50 Verbs to Use for the Word havoc

A dozen other equally remarkable incidents happened during the short time that the frantic buffaloes were playing havoc with our train, and when they had got through and left us, our outfit was very badly crippled and scattered.

The look in that eye, the beckoning power in those long, shadowy fingers would soon work havoc even in the stoutest nerves.

Accordingly he bestirred himself to contrive squirrel-traps, and waded the snowy woods with his gun, making sad havoc among the few winter birds, sparing neither robin, sparrow, nor tiny nuthatch, and the pleasure of seeing Tom eat and grow fat was his great reward.

" Having ordered the trumpets to sound, he rushed on the enemy, mounted on Rakush, and committed dreadful havoc among them.

A dancing-party was the alternative; but this, while avoiding the foregoing objection on the score of good drink, had a counterbalancing disadvantage in the matter of good victuals, the ravenous appetites engendered by the exercise causing immense havoc in the buttery.

I think I have confided that to you beforebut you are a brick, made of the best straw in the field of life, and you shall be a general one of these daysyour shrill voice shall let slip the dogs of war and cry havoc to the enemy.

The shells went tearing and crashing through the woods, felling trees in their course and spreading havoc wherever they fell.

[Illustration: TopOne of the fast "Whippets," or small British tanks, that created havoc and terror in the German ranks in 1918.

So day in, day out, Eric's chosen men plied trebuchet and balista, and Beltane, beholding the dire havoc wrought by heavy stone and whizzing javelin among the dense ranks of the besiegers despite their mantlets and stout palisades, grew sick at times and was fain to look otherwhere.

But afterwards, when the thoughts and attention of all were occupied with the contest, snatching up the shields which lay scattered on all hands among the heaps of slain, they fell upon the rear of the Roman line, and striking their backs and wounding their hams, occasioned vast havoc, and still greater panic and confusion.

Rinaldo upon this got down from the beam himself; and having succeeded, though with the greatest difficulty, in beating and squeezing the life out of the monster, dealt such havoc among the people of the castle who assailed him, that the horrible old woman, whose crimes had made her the creature's housekeeper, and led her to take delight in its cruelty, threw herself headlong from a tower.

She maintained the equilibrium; for, renowned as she had been all her life at producing havoc among plates, and cups, and bowls, she was never known to be thrown off her own centre of gravity.

The colonel was angry, and it was a matter of utter indifference to him that they were trampling over flower-beds, and leaving havoc in their rear.

Here rode Bartleson, here Villeneuve, Maxime with the colors, Tracy, Sam Gibbs; and here from the chests sprang Violett, Rareshide, Charlie and their scores of fellows, unlimbered, sighted, blazed, sponged, reloaded, pealed again, sent havoc into the enemy and got havoc from them.

There are seasons, too, of strife and hurricane, of titanic forces battling in the air, when vehement and irresistible winds burst forth to make howling havoc on the bleakest heightsso they seem thenthat man's foot ever trod.

Water voles came out over the country and did infinite havoc, and one day a farmer caught his pigs drinking there, and instantly and with great presence of mindfor he knew: of the great hog of Oakhamslew them all.

The boy had grown splendid in appearance, when she discovered she was giving him much that he must hold sacredly, or inflict havoc upon the giver....

The mob had poured down from the Etoile by thousands and ten thousands to see the illuminations, and did not know the havoc they were occasioning.

To the hoofed and horned animals the storm meant greatest havoc.

" The fact is the Moors, in their stupidity, and perhaps in their revenge, thought the retaining of the British Consul and the Europeans might, in some way or other, contribute to the defence of themselves, save the city, or mitigate the havoc of the bombardment.

The naked souls of two men, whose profusion had brought them to a violent end, here came running through the wood from the fangs of black female mastiff'sleaving that of a suicide to mourn the havoc which their passage had made of his tree.

He does not spare their politicians, their rulers, their moralists, their poets, their players, their critics, their reviewers, their magazine-writers; he levels their resorts of business, their places of amusement, at a blowtheir cities, churches, palaces, ranks and professions, refinements, and elegancesand leaves nothing standing but himself, a mighty landmark in a degenerate age, overlooking the wide havoc he has made!

I pictured the havoc that must be wrought when one made a clean hit.

The rain had momentarily ceased, although the gale, promising further havoc, still continued that mournful swaying of the dead branches of the trees.

There is documentary evidence that a "public collection" was made in 1561 to repair the havoc caused by the collapse of the central tower.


> [Task]
Which lines in the data below contain the word "Sale"? Pull each of them out.

Records from a data collection:
□ □ □ □ □ □ □

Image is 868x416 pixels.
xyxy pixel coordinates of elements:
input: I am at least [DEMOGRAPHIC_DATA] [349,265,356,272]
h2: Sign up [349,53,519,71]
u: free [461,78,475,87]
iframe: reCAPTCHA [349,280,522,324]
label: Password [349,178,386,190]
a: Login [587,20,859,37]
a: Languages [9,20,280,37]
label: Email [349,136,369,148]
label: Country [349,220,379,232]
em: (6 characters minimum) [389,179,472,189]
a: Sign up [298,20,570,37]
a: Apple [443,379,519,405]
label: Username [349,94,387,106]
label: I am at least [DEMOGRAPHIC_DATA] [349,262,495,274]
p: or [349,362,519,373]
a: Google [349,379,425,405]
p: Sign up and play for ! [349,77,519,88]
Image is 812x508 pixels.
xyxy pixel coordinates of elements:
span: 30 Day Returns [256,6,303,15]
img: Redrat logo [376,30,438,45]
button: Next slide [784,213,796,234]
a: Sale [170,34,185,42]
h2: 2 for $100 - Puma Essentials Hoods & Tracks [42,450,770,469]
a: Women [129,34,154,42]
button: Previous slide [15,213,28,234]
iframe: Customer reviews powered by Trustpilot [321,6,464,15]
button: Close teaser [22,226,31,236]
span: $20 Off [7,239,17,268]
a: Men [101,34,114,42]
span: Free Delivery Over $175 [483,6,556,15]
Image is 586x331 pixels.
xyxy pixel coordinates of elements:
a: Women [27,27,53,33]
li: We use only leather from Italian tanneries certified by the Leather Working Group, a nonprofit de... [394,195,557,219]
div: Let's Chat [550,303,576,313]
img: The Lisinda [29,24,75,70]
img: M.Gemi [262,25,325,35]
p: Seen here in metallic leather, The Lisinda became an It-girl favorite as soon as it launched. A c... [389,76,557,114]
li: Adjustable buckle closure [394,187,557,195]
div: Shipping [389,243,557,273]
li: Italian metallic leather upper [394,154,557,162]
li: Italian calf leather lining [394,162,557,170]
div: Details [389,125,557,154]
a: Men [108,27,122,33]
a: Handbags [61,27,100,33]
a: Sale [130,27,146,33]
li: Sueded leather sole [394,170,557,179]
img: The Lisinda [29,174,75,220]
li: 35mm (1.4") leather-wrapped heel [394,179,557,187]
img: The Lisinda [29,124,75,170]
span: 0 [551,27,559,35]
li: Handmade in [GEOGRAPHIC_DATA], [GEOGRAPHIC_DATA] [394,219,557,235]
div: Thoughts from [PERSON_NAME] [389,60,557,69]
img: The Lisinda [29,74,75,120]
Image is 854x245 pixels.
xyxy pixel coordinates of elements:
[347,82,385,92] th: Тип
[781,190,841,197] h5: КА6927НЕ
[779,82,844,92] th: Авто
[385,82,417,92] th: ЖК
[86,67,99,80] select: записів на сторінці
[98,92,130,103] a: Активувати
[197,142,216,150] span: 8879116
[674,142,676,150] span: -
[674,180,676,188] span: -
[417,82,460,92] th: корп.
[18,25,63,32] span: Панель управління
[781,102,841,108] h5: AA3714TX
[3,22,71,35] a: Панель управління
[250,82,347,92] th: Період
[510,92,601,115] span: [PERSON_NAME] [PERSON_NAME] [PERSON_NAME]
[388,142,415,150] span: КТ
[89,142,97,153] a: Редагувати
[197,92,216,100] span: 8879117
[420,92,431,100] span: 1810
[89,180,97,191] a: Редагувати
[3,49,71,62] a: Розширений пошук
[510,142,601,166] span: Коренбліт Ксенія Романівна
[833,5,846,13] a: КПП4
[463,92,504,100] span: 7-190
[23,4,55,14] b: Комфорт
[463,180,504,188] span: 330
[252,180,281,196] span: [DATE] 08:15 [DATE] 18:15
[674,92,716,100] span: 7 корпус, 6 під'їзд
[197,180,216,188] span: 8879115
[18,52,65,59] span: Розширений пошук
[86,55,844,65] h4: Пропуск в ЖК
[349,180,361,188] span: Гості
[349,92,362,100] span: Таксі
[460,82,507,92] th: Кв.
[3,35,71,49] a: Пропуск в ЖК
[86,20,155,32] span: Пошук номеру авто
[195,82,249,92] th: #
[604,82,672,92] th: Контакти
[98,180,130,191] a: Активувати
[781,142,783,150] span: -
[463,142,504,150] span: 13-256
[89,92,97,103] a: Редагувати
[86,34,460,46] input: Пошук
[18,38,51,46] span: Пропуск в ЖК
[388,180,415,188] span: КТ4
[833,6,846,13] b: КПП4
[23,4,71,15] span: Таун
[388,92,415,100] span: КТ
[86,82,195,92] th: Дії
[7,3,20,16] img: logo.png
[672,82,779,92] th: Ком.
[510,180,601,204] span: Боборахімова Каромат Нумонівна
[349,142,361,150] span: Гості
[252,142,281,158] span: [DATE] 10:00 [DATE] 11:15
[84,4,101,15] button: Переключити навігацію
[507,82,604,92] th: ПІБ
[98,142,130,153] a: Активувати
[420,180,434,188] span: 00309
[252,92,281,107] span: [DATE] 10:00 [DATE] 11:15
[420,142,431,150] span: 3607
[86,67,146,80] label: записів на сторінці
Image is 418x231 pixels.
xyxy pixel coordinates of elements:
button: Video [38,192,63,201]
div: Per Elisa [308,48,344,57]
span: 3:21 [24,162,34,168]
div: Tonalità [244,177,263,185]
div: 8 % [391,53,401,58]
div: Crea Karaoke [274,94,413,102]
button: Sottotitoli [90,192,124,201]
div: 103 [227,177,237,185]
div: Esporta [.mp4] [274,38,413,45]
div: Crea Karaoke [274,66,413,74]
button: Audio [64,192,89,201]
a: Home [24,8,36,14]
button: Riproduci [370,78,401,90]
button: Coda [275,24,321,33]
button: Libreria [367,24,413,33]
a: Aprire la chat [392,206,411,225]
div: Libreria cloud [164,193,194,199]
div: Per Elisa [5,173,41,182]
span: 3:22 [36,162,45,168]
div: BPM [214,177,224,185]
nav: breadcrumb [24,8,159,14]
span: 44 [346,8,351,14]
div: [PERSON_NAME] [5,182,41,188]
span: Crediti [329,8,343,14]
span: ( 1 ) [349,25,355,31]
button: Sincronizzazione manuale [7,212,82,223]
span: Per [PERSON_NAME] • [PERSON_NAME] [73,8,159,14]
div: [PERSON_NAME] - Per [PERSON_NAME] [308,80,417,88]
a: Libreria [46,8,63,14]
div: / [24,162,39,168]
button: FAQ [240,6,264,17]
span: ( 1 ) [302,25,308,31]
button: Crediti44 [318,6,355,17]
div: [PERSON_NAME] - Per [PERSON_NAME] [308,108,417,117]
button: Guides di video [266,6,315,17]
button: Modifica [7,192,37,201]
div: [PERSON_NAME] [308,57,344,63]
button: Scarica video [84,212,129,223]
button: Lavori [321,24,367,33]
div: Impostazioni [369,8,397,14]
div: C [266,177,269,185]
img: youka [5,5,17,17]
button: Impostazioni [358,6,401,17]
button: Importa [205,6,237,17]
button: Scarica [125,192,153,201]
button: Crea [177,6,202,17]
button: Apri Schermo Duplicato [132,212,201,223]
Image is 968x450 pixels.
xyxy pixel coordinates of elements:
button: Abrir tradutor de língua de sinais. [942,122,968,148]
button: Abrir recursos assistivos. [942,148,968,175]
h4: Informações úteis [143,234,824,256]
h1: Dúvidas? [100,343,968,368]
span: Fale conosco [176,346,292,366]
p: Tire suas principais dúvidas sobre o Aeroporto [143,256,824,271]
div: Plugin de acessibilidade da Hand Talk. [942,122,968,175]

□ □ □ □ □ □ □

> [Result]
a: Sale [170,34,185,42]
a: Sale [130,27,146,33]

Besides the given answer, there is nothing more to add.